The riparian corridor is the tree line along the bayou; the wetlands will be the area around the three ponds.

“And then it’s going to basically be left to grow and mature while funding is found to build the park infrastructure, the trails, the parking lot, all the safety features that are involved in a park, the benches, water fountains, things like that.”

Barnes says that could take, weeks, months, years?

Buffalo Bend Nature Park is along SSG Marcario Garcia Blvd, just before the bridge over Buffalo Bayou, an area ripe for green space. 

“While we were restoring the corridor down below we started having residents come through.  Further down we put a little bridge over a small tributary that separates this land from the city’s land, we had people coming in, dozens of people, dozens of people a week we’d have them come through asking us what was going on, what we were doing, what was going to happen here.”

“So the decision that this area needs a park has been confirmed.”

“Definitely, yeah. A lot of people are happy to see that it’s not going to be a soccer field or it’s not going to be a playground.  It’s going to be something different; it’s going to be something unique.”

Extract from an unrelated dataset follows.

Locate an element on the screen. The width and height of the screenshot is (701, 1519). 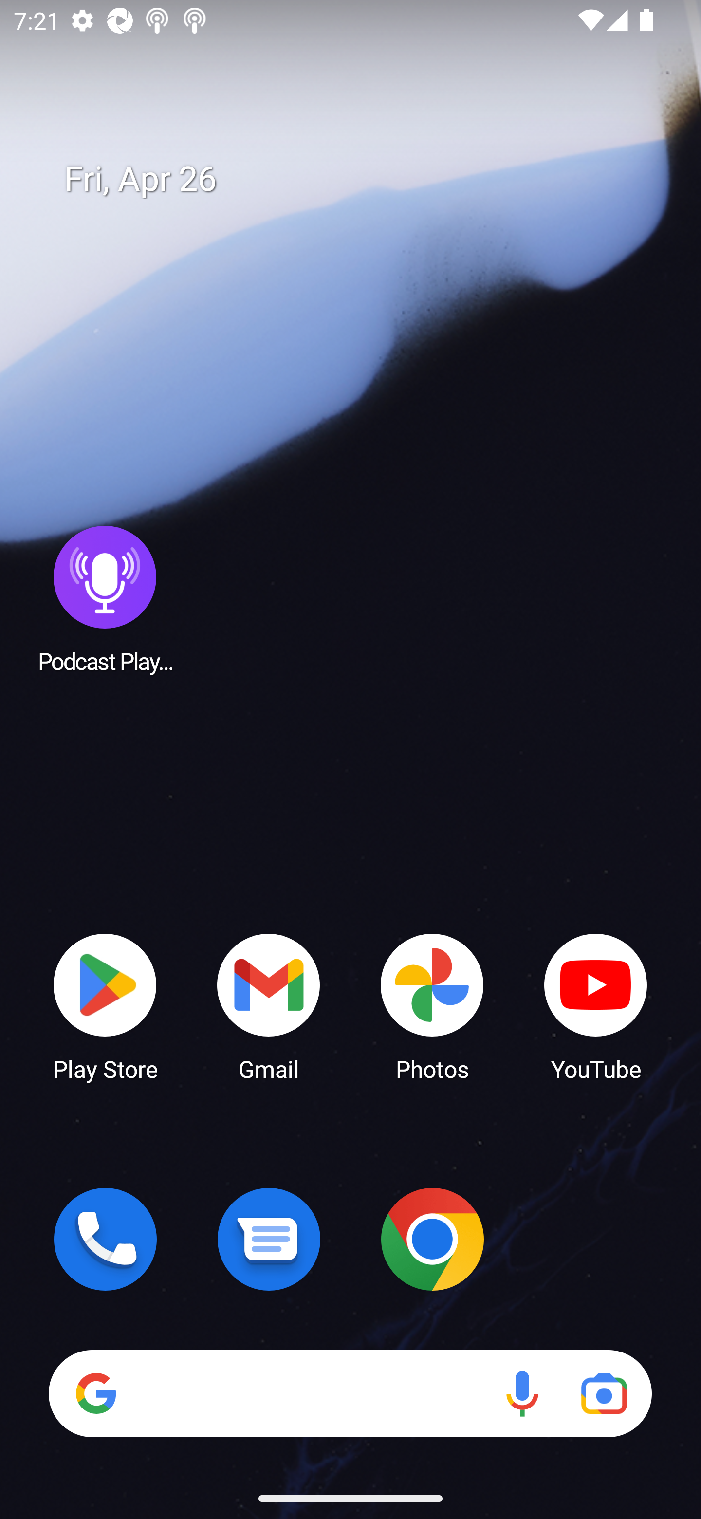
Podcast Player is located at coordinates (105, 599).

Water for the wetlands will come from area runoff that will enter the first pond dirty, pass through all three and leave clean as it enters Buffalo Bayou.

This is what excites Scott Barnes the most that eastside residents will get to learn something about the ecology of their neighborhood. 

“The whole idea of this park, the whole essence of this park was to educate these guys and let them connect with the relationship they have with their storm drains, their streets and how their streets flow out of these storm drains and into the bayou.”

Right now Buffalo Bend Nature Park is mostly yellow construction equipment and brown dirt but the wooded area has been cleared of non-native brush and more than 12-hundred trees planted. The bare land around the ponds will get wetlands plants next month.